The closing thing to know

Pyodide is not magic and it is not free. The first-load wheel cost is real, the COOP/COEP headers will break embeds, and you need a worker, not a main-thread shim. But the architecture is now mature enough that a real analytics product can run inside the tab, and for a class of European customers (ports, healthcare, defence supplier networks, anyone with a DPA that pre-dates 2023) that is the architecture that wins the deal.

When we built the in-portal agent for the Rotterdam consultancy, the thing we kept running into was the gap between "Pyodide works in a demo" and "Pyodide survives an analyst's fortieth tab-open of the day." We closed it with the IndexedDB wheel cache, the worker isolation, and a hard memory guard inside the Python side. That same pattern is the bones of most of the in-browser AI agents we ship for European clients with strict data-residency clauses.

The smallest thing you can do today: open the Pyodide REPL in a new tab and run import pandas as pd; pd.DataFrame({"a":[1,2,3]}).describe(). If your portal's data could survive being processed there, the architecture above is on the table.

Key takeaway

Pyodide is now mature enough that a real analytics product runs inside the browser tab, and the only thing the LLM ever sees is the code it wrote.

FAQ

Does Pyodide really run pandas in a normal browser tab?

Yes. As of Pyodide 0.27 pandas, pyarrow and duckdb load directly from PyPI-published WebAssembly wheels and run inside a web worker.
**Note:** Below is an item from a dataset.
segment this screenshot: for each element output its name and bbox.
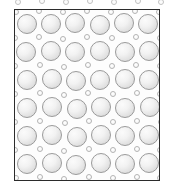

Expect about 18 MB of compressed wheels on first load.

How private is keeping the data in the tab, really?

The model only sees the code it wrote and a small summary of the result. Raw rows never cross the network boundary. If the LLM provider logs prompts, there is nothing of substance in those logs.

What is the practical memory ceiling per tab?

A browser tab on a modest laptop has roughly 2 to 4 GB of usable heap. We hard-cap any DataFrame-to-JavaScript conversion at 50,000 rows to keep the UI responsive on lower-spec machines.

Do I need cross-origin isolation headers?

Only if you want NumPy threading via SharedArrayBuffer, which is roughly 2x faster on common workloads. Set Cross-Origin-Opener-Policy and Cross-Origin-Embedder-Policy on your portal responses.